Georgia’s track-record of equal treatment for African Americans under the criminal justice system is murky at best. There was, in the case of the Johnson brothers, the “absolutely slam-dunk reliability in Georgia and throughout the South, to use the self-defense alibi whenever there was a white man was accused of killing a black man,” says Klibanoff.
In court, the brothers claimed they were at Nixon’s house that day merely to hire him for a job, only to end up having to shoot him in self-defense. Despite the fact that the white sheriff even said the brothers were there to kill Nixon for voting, an all-white jury let one walk, then charges against the other were dropped.
“I think people will come away from this with an understanding of how the people of the South, in particular, were far too easy when it came to listening to demagogues who were leading them down the wrong road,” says Klibanoff. “Demagogues need someone to bully, and they picked black people.”

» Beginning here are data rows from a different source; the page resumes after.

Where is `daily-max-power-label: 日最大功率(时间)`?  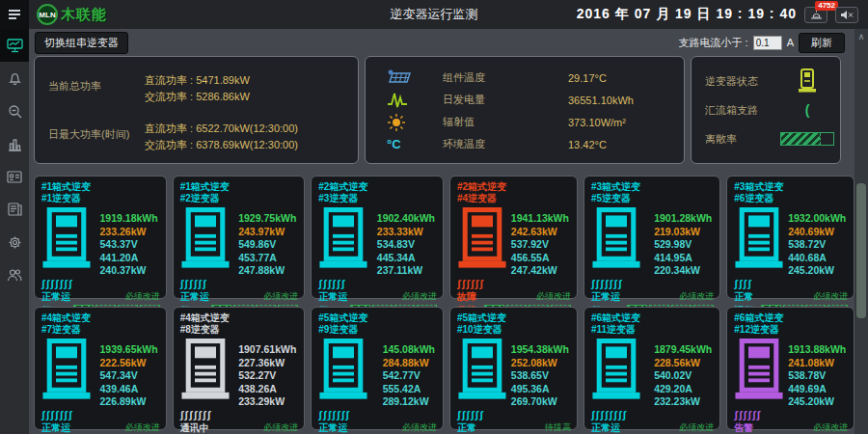
daily-max-power-label: 日最大功率(时间) is located at coordinates (96, 137). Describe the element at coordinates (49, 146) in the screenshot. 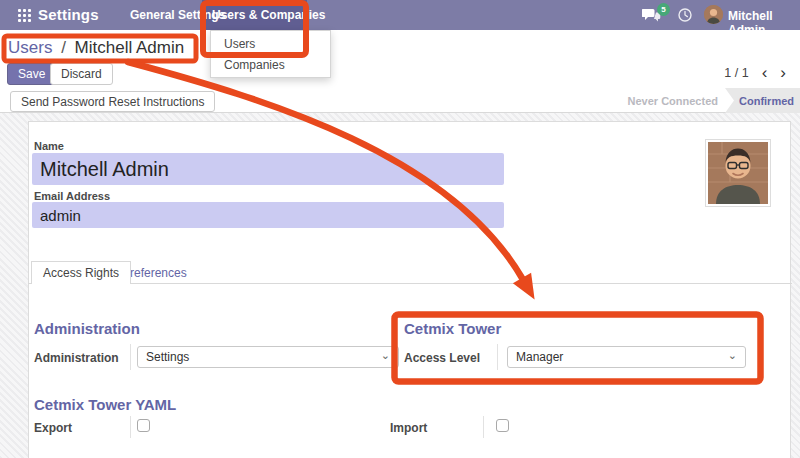

I see `name-label: Name` at that location.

Eugene Talmadge, who Klibanoff talks about in “Buried Truths,” was a populist politician elected governor of Georgia four times by the mid-1940s, despite being a well-known segregationist with ties with the KKK. In his newspaper, The Statesman, Talmadge would write in all caps: “This is a white man’s country and we must keep it so.”
“I think we all know, but we don’t really know,” says Klibanoff. “We know there was discrimination, and I can imagine talking to friends in the South who are right-minded, conservative people, and they would say, ‘Yeah, we absolutely discriminated and that was an awful time,’ but they don’t really understand the trouble that the white supremacists would go to build in all these trap doors for blacks. To make it impossible for them to get out of their circumstances.”
Compelling questions
The Nixon family — including Dorothy Nixon Williams, who was six-years-old when she watched her father’s murder — fled Georgia for Florida not long after the killing. Williams, now 76, would grow up to marry and have children and become a psychiatric nurse.
The Nixons, like all of the families mentioned in “Buried Truths” who fled persecution in the South during that time, are “devoted to this nation,” says Klibanoff. “They are optimistic, positive, religious and hell bent on never, ever failing to vote.”
These families struggled, but as Klibanoff’s story will show, against all odds they came out the other side. After the family left Georgia, Isaiah Nixon’s grave was lost to a past of injustice. In 2015, three students from Emory’s Georgia Civil Rights Cold Cases Project, along with Klibanoff, found Nixon’s final resting place.
“One of the most uplifting discoveries of this whole process has been getting to know the Nixon family,” says Klibanoff. “The transformation of Dorothy Nixon, who carried so much anger for so many years, but as she said at her father’s gravesite, after she came to Emory and met the students and told the story, a lot of that anger went away. And when our students found her father’s gravesite? She said, ‘Now it’s all released.’”
Klibanoff says that he doesn’t have an agenda with the podcast beyond telling important, compelling stories, “but people are absolutely linking it to present times. Those stories that deal with police action and police overreaction, people immediately connect to current times. Some of them are eerily related.”
“Buried Truths” is a six-episode opportunity to connect with people outside of the walls of the classroom and allow them access to what Klibanoff’s students have — the chance to revisit Georgia’s sordid racial and judicial past and see all of the white men and women in the pages of history who sat on the sidelines, watching it all happen and doing nothing.
“Who were we as a people that we allowed this to happen? That’s the question we always have to ask ourselves,” says Klibanoff. “That’s always worth asking. Can I be a bystander on this, or do I need to engage?”